Movements, Home range and Social organization. Australian Long-fingered Bats have large home ranges, and they can travel long distances, with lactating females repeatedly moving 23-25 km from a maternity cave to foraging areas. One radio-tracked male was found 35 km from his day roost. Populations are organized like those of other species of Miniopterus . Each population has a main refuge where the maternity colony is formed and several secondary refuges within a radius of 100-300 km of the main one that are used by non-breeding individuals or outside the breeding period. Movements among populations are infrequent and represent less than 1% in the more than 2000 movements recorded from marked bats in New South Wales, Victoria , and South Australia.
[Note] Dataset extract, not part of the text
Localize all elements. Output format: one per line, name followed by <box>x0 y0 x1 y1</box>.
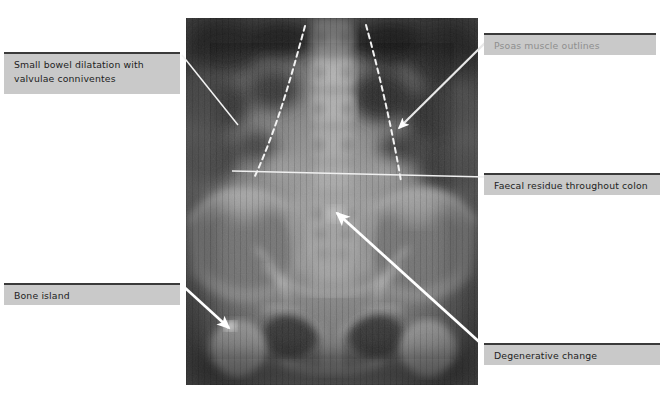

Longest movement detected was 1300 km. Maternity colonies are mostly made up of females that come to these refuges in October-November from secondary roosts. When nursing ends in March, the colony breaks, with adult females leaving first and then young. Maternity colonies are formed by both sexes in subspecies bassanii. These maternity colonies usually have several thousand individuals but can exceed 10,000 individuals. In the case of bassanii, the maternity colony of Naracoorte has reached 100,000-200,000 individuals.
Status and Conservation. Not assessed on The IUCN Red List. The Australian Longfingered Bats was included in Schreibers’s Long-fingered Bat ( M. schreibersii ), which is classified as Near Threatened. Subspecies orianae and oceanensis of the Australian Longfingered Bat probably do not have important conservation problems, but subspecies bassanii was listed as critically endangered under Australian Environment Protection and Biodiversity Conservation Act in 2007. There are three maternity caves of bassanii: one near Warrnambool, one near Cape Bridgewater (both in Victoria ), and one near Naracoorte in South Australia. In the last 50 years, the population near Naracoorte has declined from 100,000-200,000 individuals estimated in 1963 to 25,000 - 35,000 in 2011. The Warrnambool population is thought to have declined from 15,000 to 10,000 individuals over the same period.
Bibliography. Baudinette et al. (1994), Cardinal & Christidis (2000), Churchill (2008), Codd et al. (2003), Conole (2000), Dwyer (1963a, 1963b, 1964, 1966b, 1969), Furman, Oztun¢ & Coraman (2010), Lumsden & Jemison (2015), Maeda (1982), MillerButterworth et al. (2005), Rhodes (2002), Richardson (1977), Sramek etal. (2013), Thomas (1922), Wilson (2003).
No known copyright restrictions apply. See Agosti, D., Egloff, W., 2009. Taxonomic information exchange and copyright: the Plazi approach. BMC Research Notes 2009, 2:53 for further explanation.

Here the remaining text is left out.